Deeplinks Blog posts about Transparency
While California may be home to some of the most aggressively forward-thinking tech companies in the world, that enthusiasm for innovation hasn’t carried over to the public sector. State and local governments have been frustratingly slow to make public data available online. There hasn’t been anything close to a statewide standard, leaving individual agencies to voluntarily develop open data policies, often in an inconsistent and piecemeal fashion, or not at all.
That would change if the California legislature passes two bills, S.B. 573 and S.B. 272, which would put state and local government bodies respectively on the path to open data.
Digital liberties groups across the country have both celebrated and criticized the recent passage of the USA Freedom Act. Here at EFF, we did a little bit of both. While USA Freedom will undoubtedly impact the court cases challenging the NSA’s mass surveillance, the full scope of this law and how the courts and even the government will interpret it remains unclear.
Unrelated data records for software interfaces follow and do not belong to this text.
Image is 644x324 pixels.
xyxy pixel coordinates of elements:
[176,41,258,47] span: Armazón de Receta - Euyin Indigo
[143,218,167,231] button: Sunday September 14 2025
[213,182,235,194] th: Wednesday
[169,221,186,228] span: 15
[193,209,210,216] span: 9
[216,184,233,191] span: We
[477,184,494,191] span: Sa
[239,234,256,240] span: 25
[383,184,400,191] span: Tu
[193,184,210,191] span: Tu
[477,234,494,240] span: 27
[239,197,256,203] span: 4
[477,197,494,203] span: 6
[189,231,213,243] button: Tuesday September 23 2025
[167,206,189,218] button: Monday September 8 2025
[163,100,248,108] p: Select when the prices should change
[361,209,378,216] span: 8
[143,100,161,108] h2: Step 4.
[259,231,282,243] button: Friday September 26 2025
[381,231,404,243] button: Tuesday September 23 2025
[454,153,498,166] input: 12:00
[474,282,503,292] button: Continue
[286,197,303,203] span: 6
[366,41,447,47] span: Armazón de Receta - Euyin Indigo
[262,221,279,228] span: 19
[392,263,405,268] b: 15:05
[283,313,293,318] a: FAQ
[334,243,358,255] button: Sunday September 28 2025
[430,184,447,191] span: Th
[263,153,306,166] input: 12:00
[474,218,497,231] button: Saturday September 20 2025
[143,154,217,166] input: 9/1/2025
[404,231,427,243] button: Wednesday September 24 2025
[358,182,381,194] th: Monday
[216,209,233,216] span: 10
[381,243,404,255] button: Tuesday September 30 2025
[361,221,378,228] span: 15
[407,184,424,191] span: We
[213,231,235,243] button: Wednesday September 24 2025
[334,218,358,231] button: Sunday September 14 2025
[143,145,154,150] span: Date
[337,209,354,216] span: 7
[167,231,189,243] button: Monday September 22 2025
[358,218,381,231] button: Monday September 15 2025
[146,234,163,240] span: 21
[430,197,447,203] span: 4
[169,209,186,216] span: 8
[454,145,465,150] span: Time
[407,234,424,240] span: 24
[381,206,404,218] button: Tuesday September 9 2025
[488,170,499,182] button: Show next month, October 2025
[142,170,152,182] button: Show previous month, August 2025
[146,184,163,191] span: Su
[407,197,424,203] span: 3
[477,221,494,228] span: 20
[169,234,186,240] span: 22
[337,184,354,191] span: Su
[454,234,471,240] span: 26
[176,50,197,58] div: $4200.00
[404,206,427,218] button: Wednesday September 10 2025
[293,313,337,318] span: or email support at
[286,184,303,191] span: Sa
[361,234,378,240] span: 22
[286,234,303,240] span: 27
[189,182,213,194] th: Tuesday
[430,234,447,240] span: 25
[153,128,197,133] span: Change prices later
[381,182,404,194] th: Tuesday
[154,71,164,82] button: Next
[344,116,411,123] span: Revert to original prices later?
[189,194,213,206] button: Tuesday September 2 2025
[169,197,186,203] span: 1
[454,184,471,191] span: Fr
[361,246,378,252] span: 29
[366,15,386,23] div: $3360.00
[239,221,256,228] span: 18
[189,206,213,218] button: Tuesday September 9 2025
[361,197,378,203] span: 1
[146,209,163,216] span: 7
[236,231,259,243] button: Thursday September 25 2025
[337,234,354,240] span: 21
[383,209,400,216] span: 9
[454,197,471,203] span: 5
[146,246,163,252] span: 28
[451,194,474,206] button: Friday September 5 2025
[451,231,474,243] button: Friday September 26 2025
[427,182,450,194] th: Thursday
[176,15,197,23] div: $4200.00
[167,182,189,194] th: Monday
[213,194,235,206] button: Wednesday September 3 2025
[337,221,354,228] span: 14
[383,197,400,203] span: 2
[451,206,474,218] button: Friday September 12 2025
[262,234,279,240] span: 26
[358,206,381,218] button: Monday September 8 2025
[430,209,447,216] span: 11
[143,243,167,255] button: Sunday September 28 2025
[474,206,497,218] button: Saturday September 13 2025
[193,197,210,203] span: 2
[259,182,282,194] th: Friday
EFF, along with eight other consumer-focused privacy advocacy organizations has backed out of the National Telecommunications Information Administration’s multi-stakeholder process to develop a privacy-protective code of conduct for companies using face recognition. After 16 months of active engagement in the process, we decided this week it was no longer an effective use of our resources to continue in a process where companies wouldn’t even agree to the most modest measures to protect privacy.
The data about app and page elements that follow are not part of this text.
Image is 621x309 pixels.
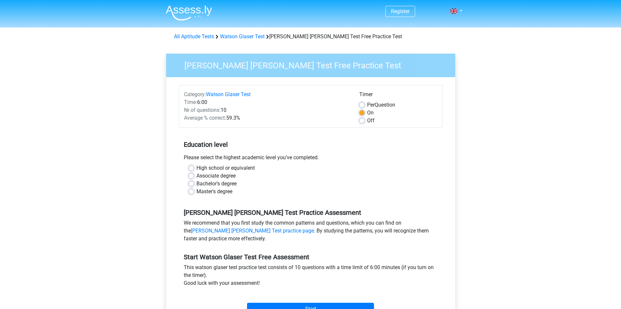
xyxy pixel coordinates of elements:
[184,91,206,97] span: Category:
[206,91,251,97] a: Watson Glaser Test
[174,33,214,40] a: All Aptitude Tests
[197,180,237,187] label: Bachelor's degree
[179,153,443,164] div: Please select the highest academic level you’ve completed.
[197,187,232,195] label: Master's degree
[171,33,450,40] div: [PERSON_NAME] [PERSON_NAME] Test Free Practice Test
[191,227,314,233] a: [PERSON_NAME] [PERSON_NAME] Test practice page
[184,115,226,121] span: Average % correct:
[184,107,221,113] span: Nr of questions:
[197,172,236,180] label: Associate degree
[179,106,355,114] div: 10
[367,117,375,124] label: Off
[179,98,355,106] div: 6:00
[166,5,212,21] img: Assessly
[179,114,355,122] div: 59.3%
[179,263,443,289] div: This watson glaser test practice test consists of 10 questions with a time limit of 6:00 minutes ...
[184,208,438,216] h5: [PERSON_NAME] [PERSON_NAME] Test Practice Assessment
[184,253,438,261] h5: Start Watson Glaser Test Free Assessment
[391,8,410,14] a: Register
[367,101,395,109] label: Question
[220,33,265,40] a: Watson Glaser Test
[197,164,255,172] label: High school or equivalent
[367,102,375,108] span: Per
[184,138,438,151] h5: Education level
[359,90,438,101] div: Timer
[179,219,443,245] div: We recommend that you first study the common patterns and questions, which you can find on the . ...
[177,58,451,71] h3: [PERSON_NAME] [PERSON_NAME] Test Free Practice Test
[184,99,197,105] span: Time:
[367,109,374,117] label: On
EFF was joined by ACLU; Center for Democracy & Technology; Center for Digital Democracy; Consumer Action; Consumer Federation of America; Consumer Watchdog; Common Sense Media; and Alvaro M. Bedoya, the executive director of the Center on Privacy & Technology at Georgetown University Law Center.
In her new podcast, Mystery Show, Starlee Kine launches hilariously meandering investigations into the types of quirky, personal mysteries that, while seemingly inconsequential, tend to eat at the edges of a person’s mind. This week, Starlee pursues the question: what’s the story behind the “ILUV911” vanity license plate she once noticed on the back of a Buick during a really long traffic light a few years back?
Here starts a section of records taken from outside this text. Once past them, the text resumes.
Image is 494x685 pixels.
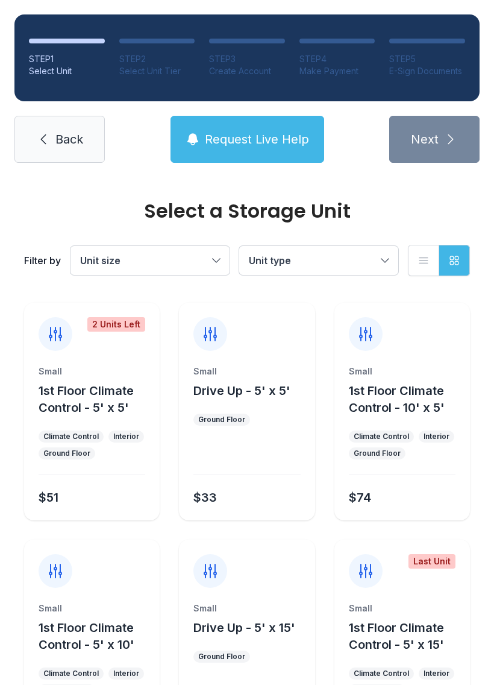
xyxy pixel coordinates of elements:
[193,619,295,636] button: Drive Up - 5' x 15'
[349,620,444,651] span: 1st Floor Climate Control - 5' x 15'
[113,431,139,441] div: Interior
[239,246,398,275] button: Unit type
[354,668,409,678] div: Climate Control
[39,382,155,416] button: 1st Floor Climate Control - 5' x 5'
[39,619,155,653] button: 1st Floor Climate Control - 5' x 10'
[43,431,99,441] div: Climate Control
[424,431,450,441] div: Interior
[29,53,105,65] div: STEP 1
[249,254,291,266] span: Unit type
[198,651,245,661] div: Ground Floor
[193,382,290,399] button: Drive Up - 5' x 5'
[349,383,445,415] span: 1st Floor Climate Control - 10' x 5'
[119,65,195,77] div: Select Unit Tier
[113,668,139,678] div: Interior
[71,246,230,275] button: Unit size
[299,53,375,65] div: STEP 4
[39,620,134,651] span: 1st Floor Climate Control - 5' x 10'
[409,554,456,568] div: Last Unit
[209,65,285,77] div: Create Account
[39,383,134,415] span: 1st Floor Climate Control - 5' x 5'
[39,365,145,377] div: Small
[193,383,290,398] span: Drive Up - 5' x 5'
[349,602,456,614] div: Small
[193,365,300,377] div: Small
[354,431,409,441] div: Climate Control
[411,131,439,148] span: Next
[193,602,300,614] div: Small
[80,254,121,266] span: Unit size
[209,53,285,65] div: STEP 3
[43,448,90,458] div: Ground Floor
[24,201,470,221] div: Select a Storage Unit
[349,619,465,653] button: 1st Floor Climate Control - 5' x 15'
[39,602,145,614] div: Small
[299,65,375,77] div: Make Payment
[354,448,401,458] div: Ground Floor
[389,65,465,77] div: E-Sign Documents
[349,382,465,416] button: 1st Floor Climate Control - 10' x 5'
[349,489,371,506] div: $74
[43,668,99,678] div: Climate Control
[389,53,465,65] div: STEP 5
[29,65,105,77] div: Select Unit
[193,489,217,506] div: $33
[198,415,245,424] div: Ground Floor
[205,131,309,148] span: Request Live Help
[193,620,295,635] span: Drive Up - 5' x 15'
[87,317,145,331] div: 2 Units Left
[39,489,58,506] div: $51
[349,365,456,377] div: Small
[119,53,195,65] div: STEP 2
[24,253,61,268] div: Filter by
[55,131,83,148] span: Back
[424,668,450,678] div: Interior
Here’s where you deserve a spoiler alert. A big one. (You should listen to "Case #4 Vanity Plate" before proceeding.)
Starlee solves her mystery. But, in the process, she also destroys the chief defense made by the automatic license plate reader (ALPR) industry to counter criticisms that ALPR technology violates personal privacy.
Noted eagle eye and EFF Investigative Researcher Dave Maass happened on an interesting item from earlier this week on FedBizOpps, the site for government agencies to post contracting opportunities. The Navy put up a solicitation explaining that the government wants “access to vulnerability intelligence, exploit reports and operational exploit binaries affecting widely used and relied upon commercial software,” including Microsoft, Adobe, Android, Apple, “and all others.” If that weren’t clear enough, the solicitation explains that “the vendor shall provide the government with a proposed list of available vulnerabilities, 0-day or N-day (no older than 6 months old). . . .The government will select from the supplied list and direct development of exploit binaries.”